Type “Joe Carson” and “FBI undercover” in a Google search and you find that Joe Carroll, whose FBI undercover name is Joe Carson, starred in at least two FBI undercover productions before Tennessee Waltz. In “Operation Lightning Strike” from 1991 to 1994, he posed as a big shot for Eastern Tech Manufacturing Company, a phony business seeking crooked contracts in the aerospace industry in Houston. His undercover name? Joe Carson. The sting resulted in indictments and a mistrial.

In 2001, Carroll and the FBI resurrected “Joe Carson” in a Maryland undercover operation targeting state lawmakers. His phony Atlanta-based company was seeking crooked deals with Comcast for fiber-optic contracts. A former state senator, Thomas Bromwell, is under federal indictment but has not yet gone on trial.

Give the FBI, Carson, L.C. McNeil, and Tim Willis credit for pulling off a two-year Tennessee undercover operation, including the 2004 and 2005 legislative sessions, without a leak. The Ford tapes were so powerful that the defense barely tried to explain them away. They left no doubt that money was exchanged for special legislation. The sting worked, but it hasn’t yet exposed corruption in real deals in high places.

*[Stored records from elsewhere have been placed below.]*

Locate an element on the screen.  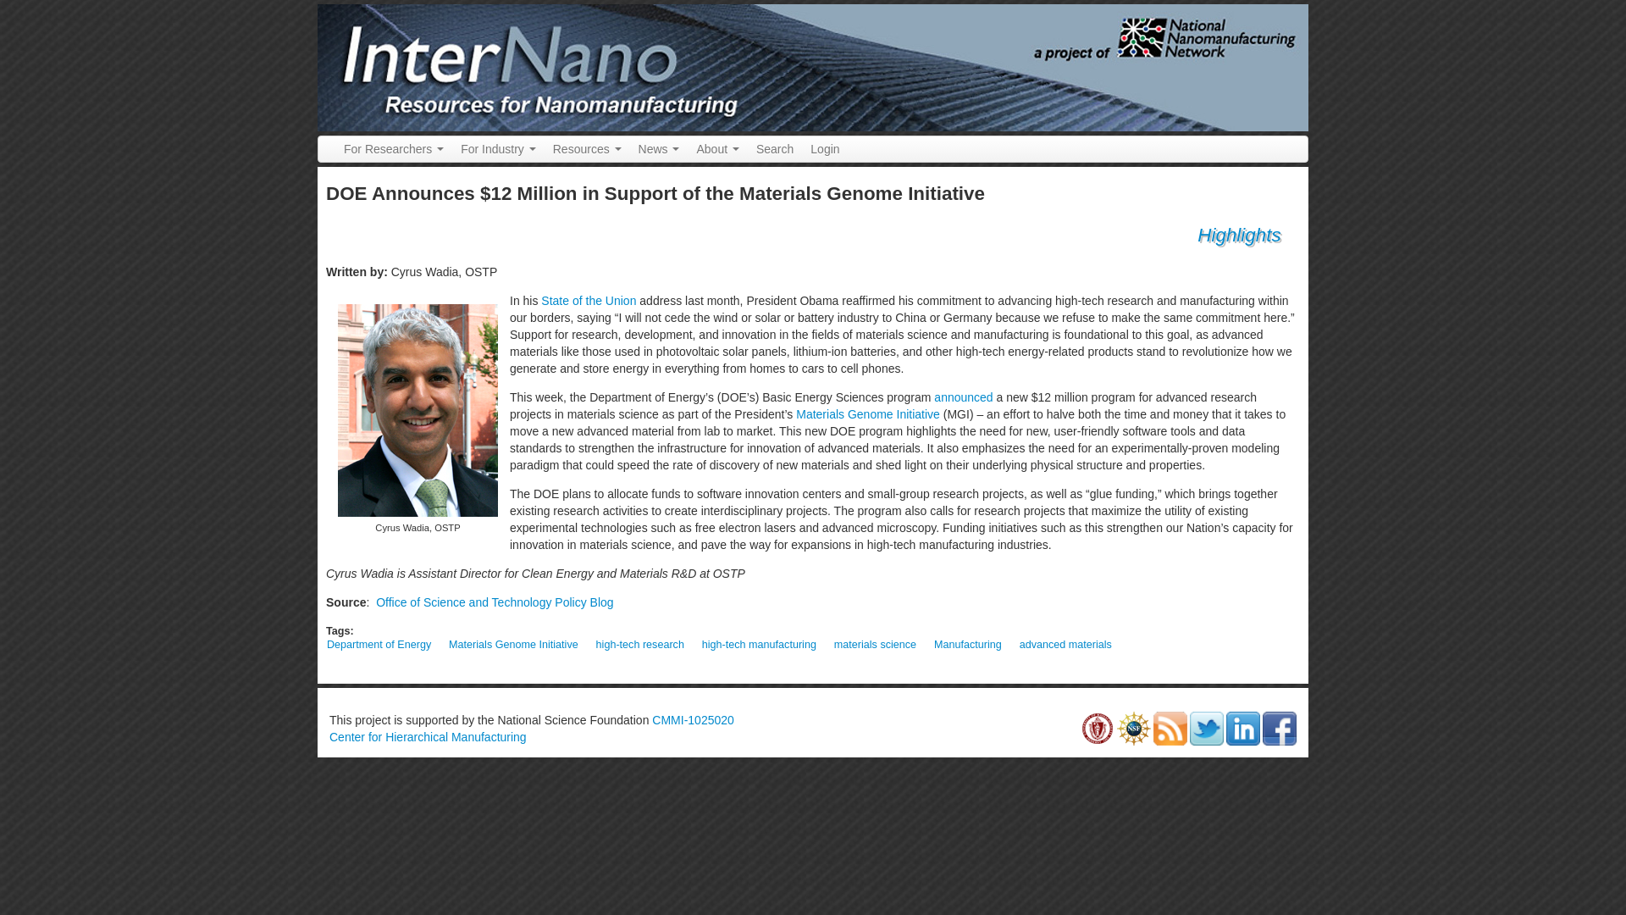
For Researchers is located at coordinates (393, 149).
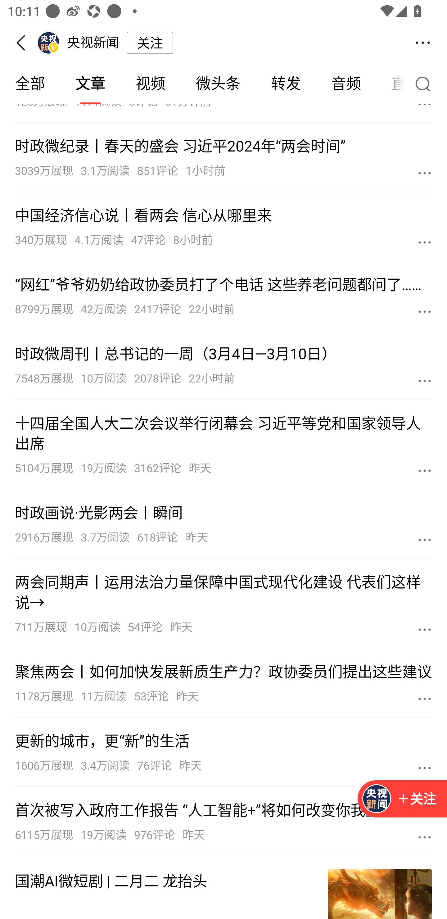 The width and height of the screenshot is (447, 919). Describe the element at coordinates (423, 43) in the screenshot. I see `更多操作` at that location.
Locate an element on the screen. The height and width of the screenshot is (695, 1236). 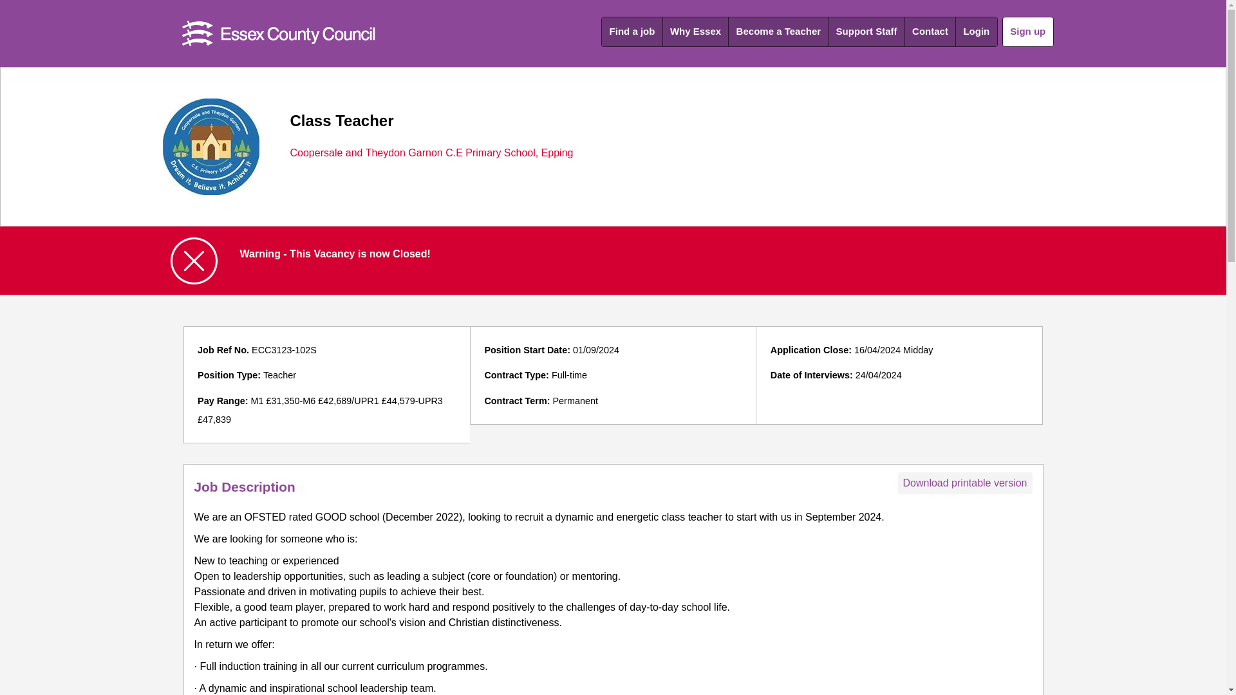
Login is located at coordinates (976, 32).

Operation Tennessee Waltz started in 2003, after FBI agents investigating phony contracts in Shelby County Juvenile Court found evidence of “systemic corruption” in state government. Seven of the 11 Tennessee Waltz indictments were announced at a press conference in Memphis on May 26, 2005. The investigation, convictions, and guilty pleas since 2003 have produced no indictments for bribery or other wrongdoing by any full-time state employee, lobbyist, or contractor. On tape, Ford boasts that he is the man who “does the deals” and “control[s] the votes,” but his trial was all about E-Cycle and legislation that never got beyond committee.

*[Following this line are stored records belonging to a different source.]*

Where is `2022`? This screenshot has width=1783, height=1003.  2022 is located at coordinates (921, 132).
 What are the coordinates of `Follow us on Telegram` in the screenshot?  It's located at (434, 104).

“Systemic corruption,” it seems, is a product of Shelby County and Hamilton County, two of the 95 counties in Tennessee. Five Memphians have been convicted or pleaded guilty. In a conversation with agent McNeil in 2004, Barry Myers, the bag man who later became a government witness, explained why lawmakers were wary of the free-spending black millionaire: “To be honest with ya’, most of the money I used to pick up come from white folks, white males, established businessmen that would send money to Kathryn, Lois, Roscoe, and John. That’s where the real money came from.”

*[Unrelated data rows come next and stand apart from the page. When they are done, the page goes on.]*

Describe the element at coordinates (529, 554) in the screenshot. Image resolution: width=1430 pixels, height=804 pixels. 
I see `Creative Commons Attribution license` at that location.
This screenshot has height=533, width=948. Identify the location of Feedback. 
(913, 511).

Who spent the “real money” for “the big juice” — Ford, Roscoe Dixon, Kathryn Bowers, and Lois DeBerry? We don’t know. The payment of “consulting fees” by real companies is at the heart of Ford’s pending case in Nashville, which is not part of Tennessee Waltz. He has a hearing on May 3rd. Eli Richardson, assistant U.S. attorney in Nashville, said “it remains to be seen” how the Memphis case will mesh with the Nashville case, which apparently relies on old-fashioned evidence and witnesses.

“The conviction in Memphis opens up all kinds of possibilities for plea negotiation that didn’t exist before,” said Bud Cummins, a former federal prosecutor in Arkansas. “But there is not a whole lot of pressure on the government. They are still holding most of the cards. My best guess is they’re pretty intent on going to trial.”

Ford could appeal his Memphis conviction and request a sentencing delay until after he is tried in Nashville. If he is sentenced and goes to prison before his appeal is resolved, he could still be tried on the Nashville charges.

“We try people all the time who are sitting there in prison clothes,” Cummins said, although Ford would probably be unrestrained and in civilian clothes in the courtroom, with a federal marshal standing behind him.